Every leader in raft has a unique term. During election, a prospective leader (candidate) negotiates a starting point (prevIndex, prevTerm), and then appends a contiguous run of entries at index prevIndex+1 and higher. The set of all entries in the system thus forms a tree. Raft implements a bunch of safety rules that govern how the (prevIndex, prevTerm) point is chosen (it has to be in the subtree of the "committed" point in this tree), and when entries are considered committed (a quorum of replicas are in the same subtree).

Consider an example of such a "tree" representing the log evolution:

	term
	▲
	│
	│               ┌→5 5 5
	│               │
	│           ┌→4 4
	│           │
	│     ┌→3 3 3 3 3 3 3 3 3 3 3 3
	│     │
	│     │ ┌→2 2 2 2 2 2
	│     │ │
	│   1 1 1 1 1 1
	└──────────────────────────────────────────► index

Every node in the raft group is at some "point" in this tree. A node's log is the unique path in this tree from (0, 0) to entry (term, index) at the "tip" of the log.

The "leader log" is the path from (0, 0) to the latest entry that this leader appended. For the picture above, here are the "leader logs" corresponding to the leader term:

	t1: 1 1 1 1 1 1
	t2: 1 1 1 2 2 2 2 2 2
	t3: 1 1 3 3 3 3 3 3 3 3 3 3 3 3
	t4: 1 1 3 3 3 4 4
	t5: 1 1 3 3 3 4 4 5 5 5

Note that:

  • Two leaders can observe different entries at the same index. For example, the 3rd entry in t1 has term 1, while the leader t4 observes an entry with term 3.
  • The same entry can be observed by multiple leaders.

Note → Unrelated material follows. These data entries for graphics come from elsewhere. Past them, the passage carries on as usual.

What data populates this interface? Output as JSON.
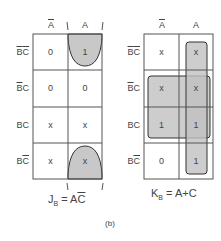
{
  "col_labels": {
    "a_bar": "A",
    "a": "A"
  },
  "row_labels": [
    {
      "b": "B",
      "c": "C",
      "b_bar": true,
      "c_bar": true
    },
    {
      "b": "B",
      "c": "C",
      "b_bar": true,
      "c_bar": false
    },
    {
      "b": "B",
      "c": "C",
      "b_bar": false,
      "c_bar": false
    },
    {
      "b": "B",
      "c": "C",
      "b_bar": false,
      "c_bar": true
    }
  ],
  "jb_map": {
    "cells": [
      [
        "0",
        "1"
      ],
      [
        "0",
        "0"
      ],
      [
        "x",
        "x"
      ],
      [
        "x",
        "x"
      ]
    ],
    "equation": {
      "lhs": "J",
      "sub": "B",
      "rhs_a": "A",
      "rhs_c": "C"
    }
  },
  "kb_map": {
    "cells": [
      [
        "x",
        "x"
      ],
      [
        "x",
        "x"
      ],
      [
        "1",
        "1"
      ],
      [
        "0",
        "1"
      ]
    ],
    "equation": {
      "lhs": "K",
      "sub": "B",
      "rhs": "= A+C"
    }
  },
  "caption": "(b)",
  "colors": {
    "grid": "#555555",
    "fill": "#c8c8c8",
    "group_stroke": "#333333"
  }
}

For example, the 4th entry is the same in t3, t4, and t5 logs.

We have now established that there are two ways to identify entries in the system:

  1. The canonical unique ID is (term, index), where term identifies the leader who created this entry.
  2. The alternative non-unique ID is (term, index) where term identifies the leader who observes this entry in its log.

Different parts of raft codebase use one of these two ways, and there is no clear distinction between these 2 semantics. Some code uses just index and implicitly assumes the term part to be either the original entry term, or the leader log term. Such implicit assumptions complicate understanding, and may lead to correctness bugs. We may need some type safety to communicate these semantics in code.

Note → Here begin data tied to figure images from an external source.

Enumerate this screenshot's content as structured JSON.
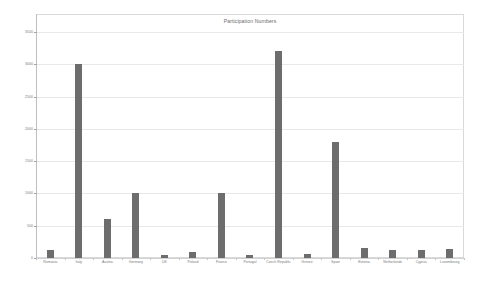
{
  "chart_data": {
    "type": "bar",
    "title": "Participation Numbers",
    "xlabel": "",
    "ylabel": "",
    "ylim": [
      0,
      3500
    ],
    "yticks": [
      0,
      500,
      1000,
      1500,
      2000,
      2500,
      3000,
      3500
    ],
    "ytick_labels": [
      "0",
      "500",
      "1000",
      "1500",
      "2000",
      "2500",
      "3000",
      "3500"
    ],
    "grid": true,
    "legend": false,
    "bar_color": "#6d6d6d",
    "categories": [
      "Romania",
      "Italy",
      "Austria",
      "Germany",
      "UK",
      "Poland",
      "France",
      "Portugal",
      "Czech Republic",
      "Greece",
      "Spain",
      "Estonia",
      "Netherlands",
      "Cyprus",
      "Luxembourg"
    ],
    "values": [
      130,
      3000,
      610,
      1010,
      40,
      95,
      1005,
      45,
      3200,
      55,
      1790,
      155,
      130,
      120,
      140
    ]
  }
}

Notably, the raft.Term field by default has no straightforward relation to term in (1) and (2). In the Leader state, it can be used with either definition; in the Candidate state, raft.Term is a number unrelated to any entries in the log; in the Follower state, raft.Term first has no relation to the log, but eventually becomes in sync with the log (when the first append message from the leader succeeds) and can be used with (2).

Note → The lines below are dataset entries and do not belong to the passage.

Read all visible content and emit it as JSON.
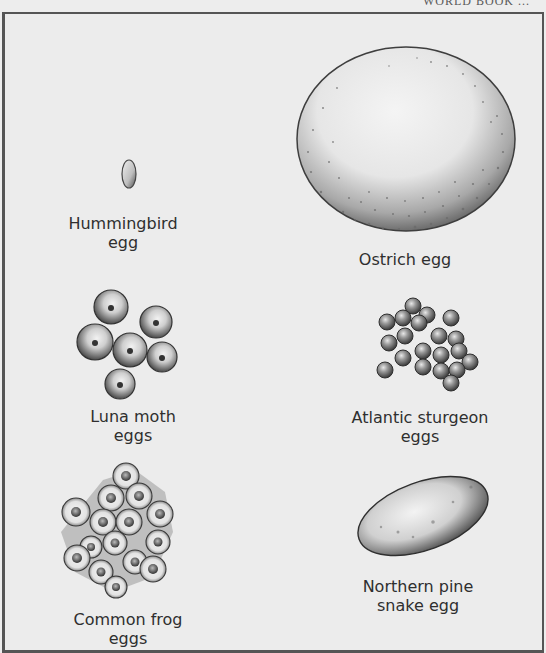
{
  "running_header": "WORLD BOOK ...",
  "figure": {
    "eggs": [
      {
        "id": "hummingbird",
        "label_line1": "Hummingbird",
        "label_line2": "egg"
      },
      {
        "id": "ostrich",
        "label_line1": "Ostrich egg",
        "label_line2": ""
      },
      {
        "id": "luna-moth",
        "label_line1": "Luna moth",
        "label_line2": "eggs"
      },
      {
        "id": "atlantic-sturgeon",
        "label_line1": "Atlantic sturgeon",
        "label_line2": "eggs"
      },
      {
        "id": "common-frog",
        "label_line1": "Common frog",
        "label_line2": "eggs"
      },
      {
        "id": "northern-pine-snake",
        "label_line1": "Northern pine",
        "label_line2": "snake egg"
      }
    ]
  },
  "colors": {
    "background": "#ececec",
    "border": "#555555",
    "ink": "#2f2f2f"
  }
}
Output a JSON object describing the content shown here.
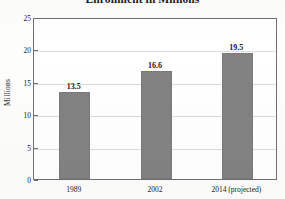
{
  "chart_data": {
    "type": "bar",
    "title": "Enrollment in Millions",
    "xlabel": "",
    "ylabel": "Millions",
    "categories": [
      "1989",
      "2002",
      "2014 (projected)"
    ],
    "values": [
      13.5,
      16.6,
      19.5
    ],
    "value_labels": [
      "13.5",
      "16.6",
      "19.5"
    ],
    "ylim": [
      0,
      25
    ],
    "yticks": [
      0,
      5,
      10,
      15,
      20,
      25
    ],
    "ytick_labels": [
      "0",
      "5",
      "10",
      "15",
      "20",
      "25"
    ],
    "grid": true,
    "legend": false,
    "bar_color": "#828282",
    "gridline_color": "#dcdcdc",
    "axis_color": "#6f6f6f",
    "text_color": "#232323",
    "background_color": "#ffffff"
  }
}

This suggests that raftLog data structure (which is agnostic to the node state and election) should track a more straightforward Term that can be used in coordinate system (2) unconditionally. A sensible approach is to say that raftLog.Term is the term of the leader whose append we accepted last. This is equivalent to behaviour of Paxos acceptors in phase one - the acceptor keeps track of the term for the latest accepted proposal. In raft world, the raftLog is the equivalent of a Paxos acceptor.

Currently, the raft.Term field plays two roles:

  1. The term for which an election is underway or already completed.
  2. The upper bound for the last accepted append term. I.e. raft.Term >= raftLog.Term at all times.

(2) makes it safe to use raft.Term as a substitute for the raftLog.Term for some safety checks. For example: the raftLog must reject appends coming from leaders < raftLog.Term. However, we currently reject terms < raft.Term, which is a superset of < raftLog.Term. We may reject appends unnecessarily (when raft.Term > raftLog.Term), but we will never accept an append incorrectly, so this is safe.